Individuals are capable of drawing diagrams by hand, whether of social theory or road directions that represent different kinds of complex relationships among the entities represented — likeness, proximity, priority, consequence and so on. However, the more abstract the relationships and entities so diagrammed — empirical-based typologies, ‘folk’ categories, theories — the more the selection of particular marks is idiosyncratic rather than conventionalised, and hence the more the diagram tends to depend on verbal or written explication for the meaning of its visual components to be correctly communicated to the viewer (Latour 2000; Ferguson 1997; for an example in software see Henderson 1995). Similarly, although like trees, the modelling of ‘networks’ as connected graphs is well understood algorithmically in computer science (for examples in Ruby see Fulton 2002: 186-202), there is, unlike for trees, no widely conventionalised idiom in contemporary user interface language for graphically presenting such complex relationships on a screen. Those applications such as Atlas.ti that do develop manipulable visualisations of complex networks require a substantially greater input of programmer labour. By their idiosyncracy such interfaces are less immediately usable to a researcher who is familiar with the interface conventions of other applications. Against this, of course, one does not expect all the operations of, say, a statistical package such as SPSS to be apparent from prior knowledge of conventionalised interface forms; some learning is assumed.

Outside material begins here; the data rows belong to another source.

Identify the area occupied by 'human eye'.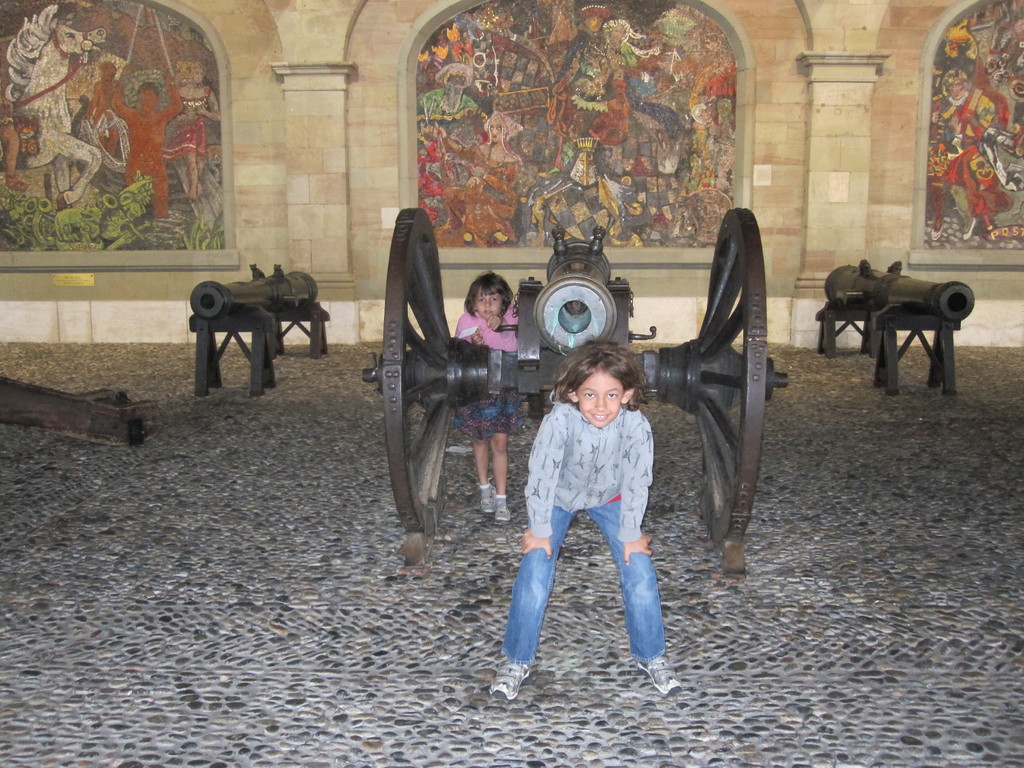
Area: (477, 298, 485, 304).
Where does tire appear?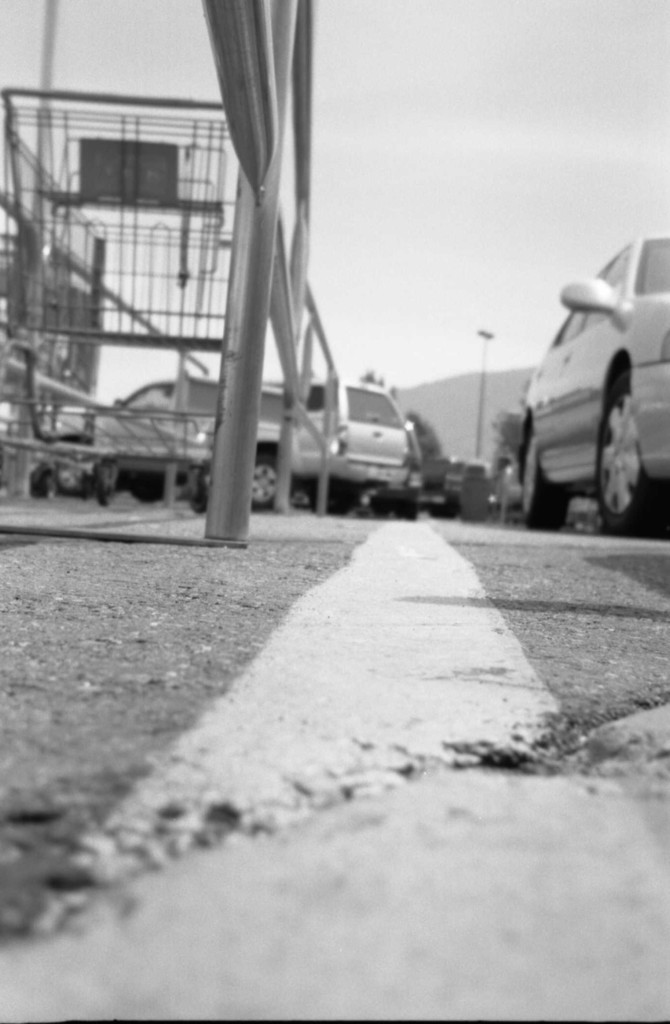
Appears at box=[58, 460, 92, 493].
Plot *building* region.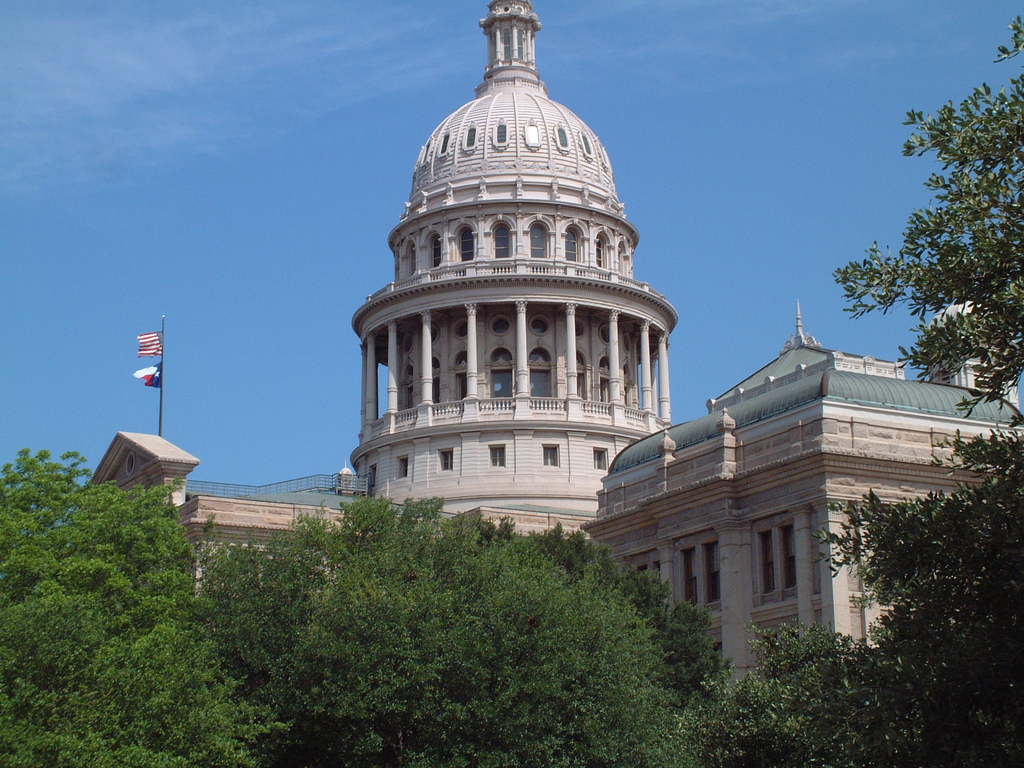
Plotted at locate(575, 300, 1023, 699).
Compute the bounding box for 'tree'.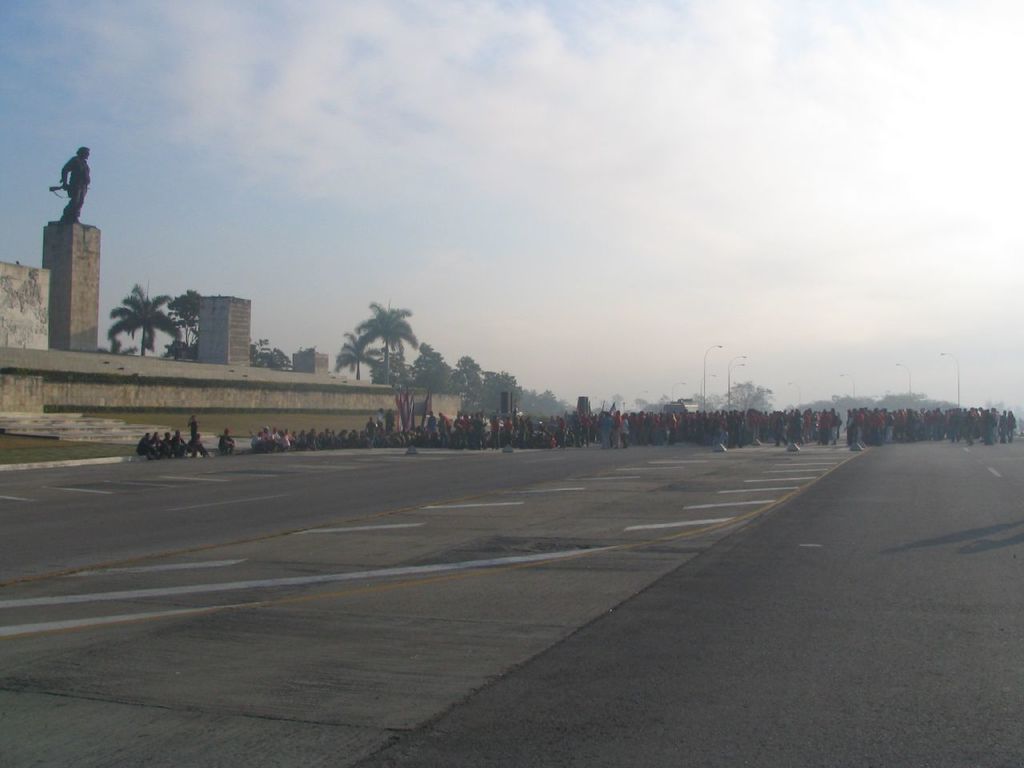
select_region(334, 328, 382, 386).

This is not to suggest that there is a definitive conclusion about ‘trees’ versus ‘networks’, nor to overstate the effect of the interface approaches of software, for as noted above, most users employ only the subset of the functions of an application that seems useful. However, the development of inter-code as well code-data relationships is a central activity in most qualitative analysis approaches. I have tried to show how the interfaces offered to researchers for this activity limit or permit the recording and visualisation of certain patterns and types of these relationships. We cannot separate the tools we use from their expression in wider computer user interface idioms, nor from the labour and market conditions of their production and exchange.